The mouflon, a majestic breed endemic to the Mediterranean island, is one of many species flourishing in the no-man's-land created when inter-communal strife sliced Cyprus in two in the 1960s.
"Without human influence, the wildlife and plant life have flourished," said Salih Gucel, director of the Institute of Environmental Sciences at Near East University in the breakaway Turkish Cypriot north.
"It is like stepping back in time to what our grandparents would have seen 100 years ago," Gucel said, after spotting an orchid growing amid the tumbled ruins of a farmhouse in the village of Varisha, some 55 kilometres (35 miles) west of the capital Nicosia.
Cyprus has been split since 1974 when Turkish forces occupied the northern part of the island in response to a Greek-sponsored military coup.
The buffer zone covers some three percent of the island, is 180 kilometres (112 miles) long and up to eight kilometres (five miles) wide.
- Rare species 'haven' -
Many call it the "dead zone", a tragic reminder of a frozen conflict where bullet-riddled buildings crumble back into the dust.
Yet it is far from empty.
Farmers with permits can enter, while United Nations peacekeepers patrol the line, monitoring soldiers, watching for smugglers or for refugees hoping to cross.
But it has also become a "haven" for rare plants and animals, a "wildlife corridor" linking otherwise fragmented environments right across the island, said ecologist Iris Charalambidou, from the University of Nicosia.
"It's an area where species can escape intensive human activity," Charalambidou said, noting that there were some 200-300 mouflon in the Variseia area alone, a tenth of the estimated 3,000 population.
"These are areas where biodiversity flourishes... core populations of species that, when populations become larger, disperse to other areas."
Warily watching the rare human visitors, a pair of mouflon peer through an overgrown olive grove, turning tail long before wildlife experts -- accompanied by Argentinian troops of the United Nations peacekeeping force -- come close.
The mouflon, a national symbol once hunted to the brink of extinction, is not the only species thriving here.

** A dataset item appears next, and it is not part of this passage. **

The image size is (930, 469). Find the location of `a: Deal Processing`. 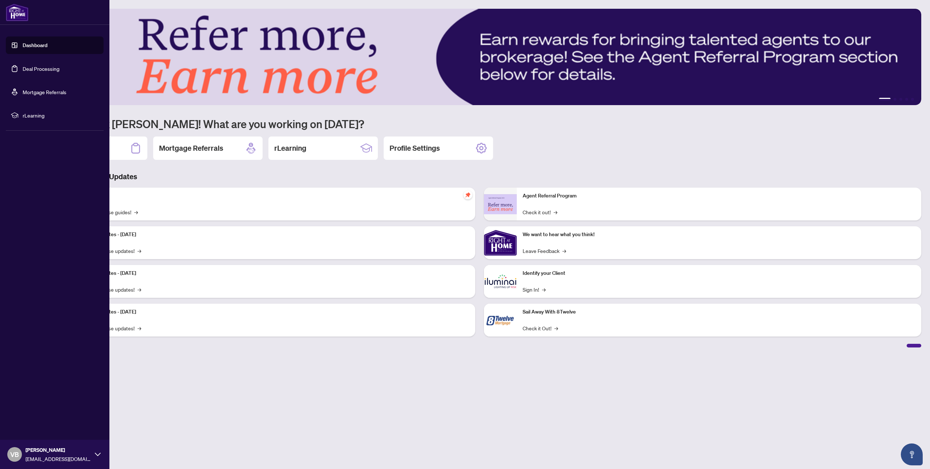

Charalambidou said there were also threatened plants including orchids as well as rare reptiles and endangered mammals such as the Cyprus spiny mouse.
The experts said it shows how an embattled environment can recover if given a chance.
"When human activity is not so intense in a certain area, you see that nature recovers," said Charalambidou, a Greek Cypriot from the government-controlled south of the island.
Gucel echoes her comments. "Outside the buffer zone, herbicides have been used... and orchids are picked or the bulbs dug up," he said.
While the respective political leaders remain at loggerheads, the shared wildlife of the island has helped plant the seed of cooperation between the two sides.
"The political situation on the island remains really difficult," said Aleem Siddique, spokesman for the UN peacekeeping force in Cyprus.
"But there is still a lot of peace building work that can be done at the grassroots level."
- 'Common goal' -
That has included a UN-backed project identifying "biodiversity hotspots" inside the buffer zone, bringing scientists from the two communities together.
"One of the aims of our project was to get people who are interested in the environment in both communities to collaborate with each other," Gucel said.
"We have a common goal and a common interest," said Charalambidou, peering at yellow flowers poking through coils of rusting barbed wire.
For many islanders, there is little contact with those from the other side, the two communities apparently increasingly set on different paths and separate futures.
"The more that we can get the two communities working together, the more that we can get them to meet on common issues of concern, and that will benefit not only the environment but also the peace process," Siddique said.
In Cyprus, the history of division is impossible to ignore. On the hilltops above Variseia, soldiers in fortified watchtowers eye each other across the valley.
Below, Gucel and Charalambidou trace a mouflon track through a tangled almond orchard.
"People who work in environmental issues are usually so passionate about it that when they meet, they talk about that, and don't bother talking about other issues," Charalambidou said. "It unites people."